While there had been a made for DVD remake of WarGames a decade ago called WarGames: The Dead Code, it was pretty low budget and an awful attempt to cash in on the original. However, Walter does have thoughts about a sequel, though no one is seriously talking about one.
Walter F. Parkes: “I almost thought there was a WarGames sequel which had to do with the Joshua program kind of taking over and trying to find David Lightman, who’s now grown up. The other thing is that there are all these young writers who love that movie, who would go and really do a good job reimagining it. If you imagine a WarGames sequel, it’s that Joshua doesn’t exist in a closed source computer network, but it’s all over the world now because of the Internet. It would be so interesting to think about that petulant child program looking for his friend David within an enormous world, which he now has access to. I mean, you could do something which is from the point of view of Joshua learning, or understanding, that the world is a very different place, and discovering his own power. There are a million places you could take it which are fascinating.”
John Badham: “We spent the longest time trying to find a story for a sequel that we liked. We actually commissioned one script, but nothing really worked. It seemed like what was the inherent nature of WarGames was an idea whose time had passed. You know, the emerging computer culture was something that had a freshness to it that, by now, has been imitated, copied, and expanded upon. It’s all kind of been done at this point.”

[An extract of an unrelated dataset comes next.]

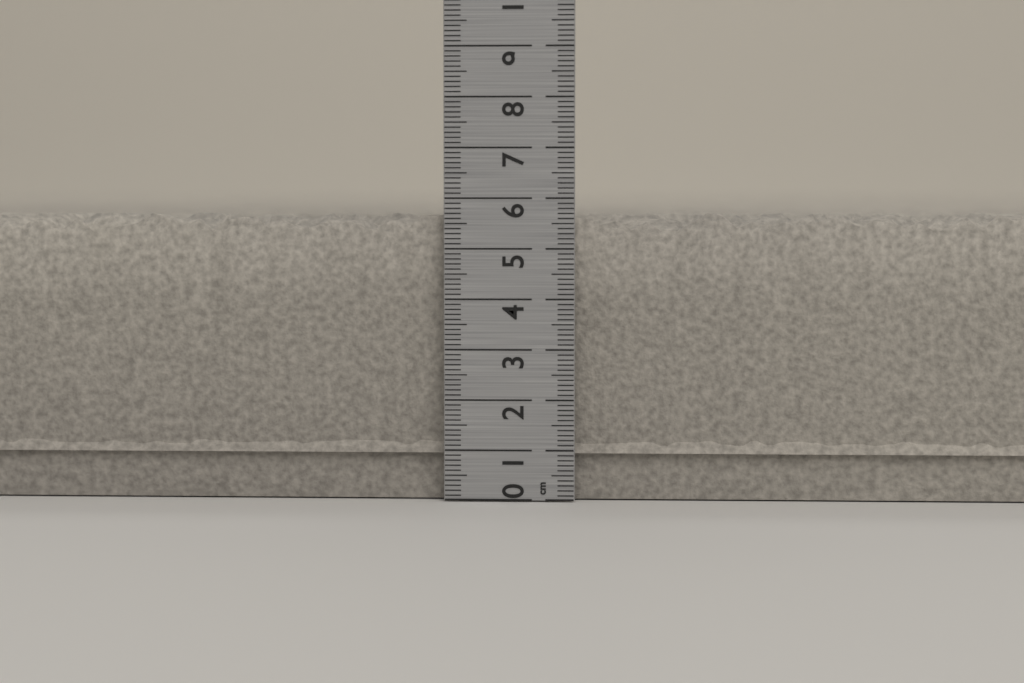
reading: 5.8 cm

The enduring power of WarGames.
Walter F. Parkes: “The film was not a warning against the machine. Actually, I think it went the other direction. In retrospect, I feel good about the way we portrayed David Lightman. His view was the technology is out there and computer systems are out there, not to be beholden to and not to be afraid of. I mean, yes, maybe an audience back in 1983 could say, ‘Oh my God, look at what these great machines can do. Look what power that these systems have,’ but for David this is an instrument to be played. There’s something healthy and empowering about that. That was in some ways more interesting to us than any kind of political sociological warning.”
John Badham: “I really believe it’s the characters that appeal to us and what keeps us coming back to it. it’s not necessarily the plot so much as it is just liking the characters and their way of dealing with the world. That’s usually the sign of a movie that will last for a long time. If it’s kind of all plot and the characters don’t have much substance to them, we tend to write it off and forget it pretty easily. We go, ‘Yeah, here’s the part where the car blows up, and, oh yeah, here’s the part where this guy gets killed,’ and so on. This is what I think about Saturday Night Fever, too. There were a lot of imitations of that film that came out afterwards and they seemed to be based on the theory that we’ll put a lot of cool music in and a lot of dancing and kids will go for it. But we’ve forgotten all about the Thank God It’s Fridays and those kind of movies, because they really did not have any characters in them.”